Restore Nursing Home Staffing Standards to Prevent Resident Deaths
11 so far! Help us get to 25 signers!
The Trump administration's rescission of the nursing home staffing rule will have devastating consequences for our most vulnerable residents. According to University of Pennsylvania studies, rolling back implementation of this final staffing rule could result in the loss of 13,000 residents' lives each year and will increase adverse health outcomes across facilities nationwide.
The Biden-era rule established minimum standards of 3.48 hours per resident day, including at least 0.55 hours of direct registered nurse care and 2.45 hours of direct nurse aide care. These requirements were based on evidence showing that adequate staffing prevents residents from waiting hours for basic care. Skilled nursing facility residents are fragile and require constant attention from trained professionals. Without these standards, we return to a status quo where residents suffer and die due to inadequate staffing.
Claims that this rule would harm rural facilities are not supported by evidence. The original rule included numerous exceptions for facilities facing legitimate hiring challenges, and CMS provided rural facilities with additional compliance time beyond the 2 to 3 years given to other facilities. The real issue is not workforce availability but rather poor treatment and retention of workers by nursing homes themselves.
Secretary Kennedy and Administrator Oz offer no alternative plan to address the staffing crisis.
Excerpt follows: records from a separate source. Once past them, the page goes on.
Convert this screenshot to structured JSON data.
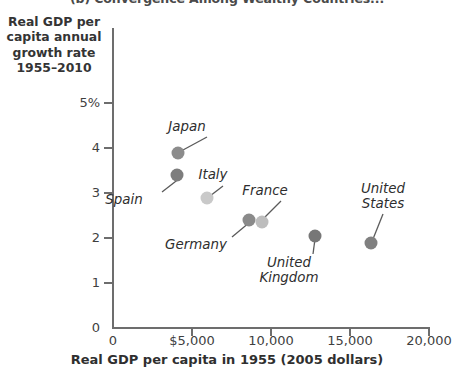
{
  "chart_data": {
    "type": "scatter",
    "title": "(b) Convergence Among Wealthy Countries...",
    "xlabel": "Real GDP per capita in 1955 (2005 dollars)",
    "ylabel": "Real GDP per capita annual growth rate 1955–2010",
    "xlim": [
      0,
      20000
    ],
    "ylim": [
      0,
      5
    ],
    "grid": false,
    "legend": "none",
    "xticks": [
      {
        "value": 0,
        "label": "0"
      },
      {
        "value": 5000,
        "label": "$5,000"
      },
      {
        "value": 10000,
        "label": "10,000"
      },
      {
        "value": 15000,
        "label": "15,000"
      },
      {
        "value": 20000,
        "label": "20,000"
      }
    ],
    "yticks": [
      {
        "value": 0,
        "label": "0"
      },
      {
        "value": 1,
        "label": "1"
      },
      {
        "value": 2,
        "label": "2"
      },
      {
        "value": 3,
        "label": "3"
      },
      {
        "value": 4,
        "label": "4"
      },
      {
        "value": 5,
        "label": "5%"
      }
    ],
    "points": [
      {
        "name": "Japan",
        "x": 4100,
        "y": 3.9,
        "color": "#8c8c8c"
      },
      {
        "name": "Spain",
        "x": 4050,
        "y": 3.4,
        "color": "#7d7d7d"
      },
      {
        "name": "Italy",
        "x": 5950,
        "y": 2.9,
        "color": "#c9c9c9"
      },
      {
        "name": "Germany",
        "x": 8600,
        "y": 2.4,
        "color": "#8a8a8a"
      },
      {
        "name": "France",
        "x": 9400,
        "y": 2.35,
        "color": "#bdbdbd"
      },
      {
        "name": "United Kingdom",
        "x": 12800,
        "y": 2.05,
        "color": "#777777"
      },
      {
        "name": "United States",
        "x": 16300,
        "y": 1.9,
        "color": "#808080"
      }
    ],
    "annotations": [
      {
        "text": "Japan",
        "label_x": 187,
        "label_y": 120,
        "leader_from": [
          207,
          137
        ],
        "leader_to": [
          183,
          150
        ]
      },
      {
        "text": "Spain",
        "label_x": 124,
        "label_y": 193,
        "leader_from": [
          162,
          192
        ],
        "leader_to": [
          180,
          178
        ]
      },
      {
        "text": "Italy",
        "label_x": 213,
        "label_y": 168,
        "leader_from": [
          223,
          186
        ],
        "leader_to": [
          210,
          196
        ]
      },
      {
        "text": "Germany",
        "label_x": 196,
        "label_y": 238,
        "leader_from": [
          232,
          237
        ],
        "leader_to": [
          250,
          222
        ]
      },
      {
        "text": "France",
        "label_x": 265,
        "label_y": 184,
        "leader_from": [
          281,
          201
        ],
        "leader_to": [
          265,
          217
        ]
      },
      {
        "text": "United\nKingdom",
        "label_x": 289,
        "label_y": 256,
        "leader_from": [
          313,
          254
        ],
        "leader_to": [
          315,
          239
        ]
      },
      {
        "text": "United\nStates",
        "label_x": 383,
        "label_y": 182,
        "leader_from": [
          383,
          214
        ],
        "leader_to": [
          373,
          239
        ]
      }
    ]
  },
  "axis_colors": {
    "axis": "#6d6d6d",
    "text": "#3a3a3a"
  }
}
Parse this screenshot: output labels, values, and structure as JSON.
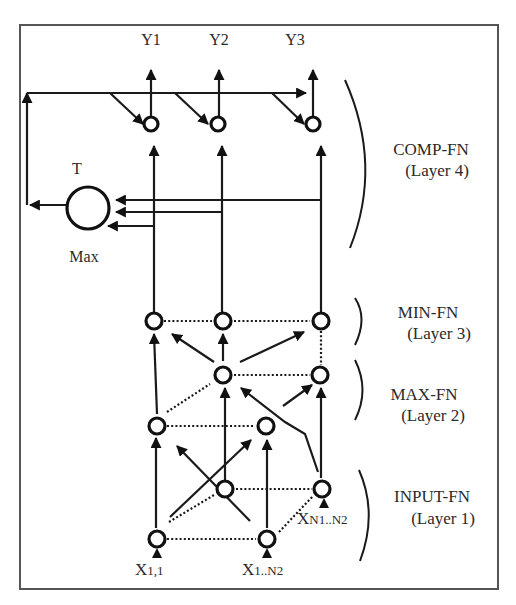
{
  "diagram": {
    "outputs": [
      "Y1",
      "Y2",
      "Y3"
    ],
    "comparator": {
      "top_label": "T",
      "bottom_label": "Max"
    },
    "layers": [
      {
        "name": "COMP-FN",
        "sub": "(Layer 4)"
      },
      {
        "name": "MIN-FN",
        "sub": "(Layer 3)"
      },
      {
        "name": "MAX-FN",
        "sub": "(Layer 2)"
      },
      {
        "name": "INPUT-FN",
        "sub": "(Layer 1)"
      }
    ],
    "inputs": [
      {
        "main": "X",
        "sub": "1,1"
      },
      {
        "main": "X",
        "sub": "1..N2"
      },
      {
        "main": "X",
        "sub": "N1..N2"
      }
    ]
  }
}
Removing federal standards without providing solutions abandons nursing home residents to preventable harm. If workforce shortages are genuinely the concern, Congress must address the root cause by making training for these positions inexpensive or free and available to all workers.
I urge you to take legislative action requiring HHS to restore and enforce the nursing home staffing rule. Additionally, Congress should empower and fund the Department of Education to provide expanded grants to students pursuing careers in nursing and healthcare support roles. These measures will save lives while building the workforce our aging population desperately needs.